With this she drew from under her wrap a heavy war-club; it was the same weapon which Tyope had used the night previous. The boy's arm remained uplifted, but still the attitude of the girl, her threatening look and resolute appearance, checked the assailants. Mitsha stood with apparent composure, but her eyes sparkled and the expression of her face denoted the utmost determination.

Her eyes remained fastened on his features; she was manifestly more and more pleased with his appearance. But at the same time she occasionally glanced toward her daughter Mitsha, and it struck her forcibly that Mitsha, too, was handsome. "I know who you are," she said smilingly. "You are Okoya Tihua, your little brother is called Shyuote, and Say Koitza is your mother's name.

"Who is the makatza, and to which hanutsh does she belong?" "She belongs to your people." "To Tyame? Who is her mother, and what is the name of the girl?" "She is called Mitsha Koitza; Tyope Tihua is her father, and her mother you know too. Is all that good also?" The maseua pressed his lips together firmly, energetically, lowered his eyelids, and gazed before him in silence.

And yet after all there was a cloud on his mind, not a very threatening one, yet a cloud such as accompanies us everywhere, marring our perfect happiness whenever we fancy we have attained it. Mitsha had said to him, while they were alone, "If you were only Koshare, the sanaya would give me to you." Okoya thereupon imagined that without Hannay's consent he could never obtain the maiden.
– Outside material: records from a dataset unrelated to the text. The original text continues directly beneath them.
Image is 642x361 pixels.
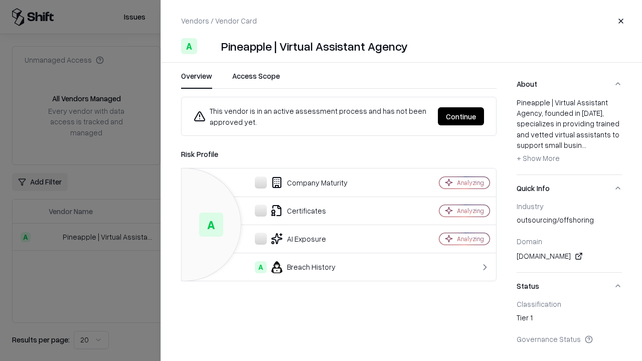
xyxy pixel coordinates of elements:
div: Analyzing [457,179,484,187]
button: Quick Info [517,175,622,202]
div: Analyzing [457,207,484,215]
div: A [255,261,267,273]
div: A [199,213,223,237]
button: Continue [438,107,484,125]
p: Vendors / Vendor Card [181,16,257,26]
div: Pineapple | Virtual Assistant Agency, founded in [DATE], specializes in providing trained and vet... [517,97,622,167]
div: Industry [517,202,622,211]
div: Domain [517,237,622,246]
div: AI Exposure [190,233,404,245]
button: Status [517,273,622,299]
div: This vendor is in an active assessment process and has not been approved yet. [194,105,430,127]
div: Tier 1 [517,313,622,327]
div: Risk Profile [181,148,497,160]
button: About [517,71,622,97]
div: Governance Status [517,335,622,344]
div: Certificates [190,205,404,217]
button: + Show More [517,150,560,167]
div: Classification [517,299,622,309]
div: [DOMAIN_NAME] [517,250,622,262]
div: outsourcing/offshoring [517,215,622,229]
div: Quick Info [517,202,622,272]
span: ... [582,140,586,149]
button: Access Scope [232,71,280,89]
div: Analyzing [457,235,484,243]
div: Breach History [190,261,404,273]
span: + Show More [517,154,560,163]
div: A [181,38,197,54]
img: Pineapple | Virtual Assistant Agency [201,38,217,54]
button: Overview [181,71,212,89]
div: Pineapple | Virtual Assistant Agency [221,38,408,54]
div: About [517,97,622,175]
div: Company Maturity [190,177,404,189]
"Mitsha Koitza," she repeated, "where does she belong?" "Tyame hanutsh." "Who is her father?" "Tyope Tihua. Do you like her?" and he looked at his mother pleadingly, as if asking her forgiveness and her consent to his choice. The woman's brow clouded at the mention of a name so hateful to her. She looked hard at her son and said in a tone of bitter reproach, "And you go with that girl?"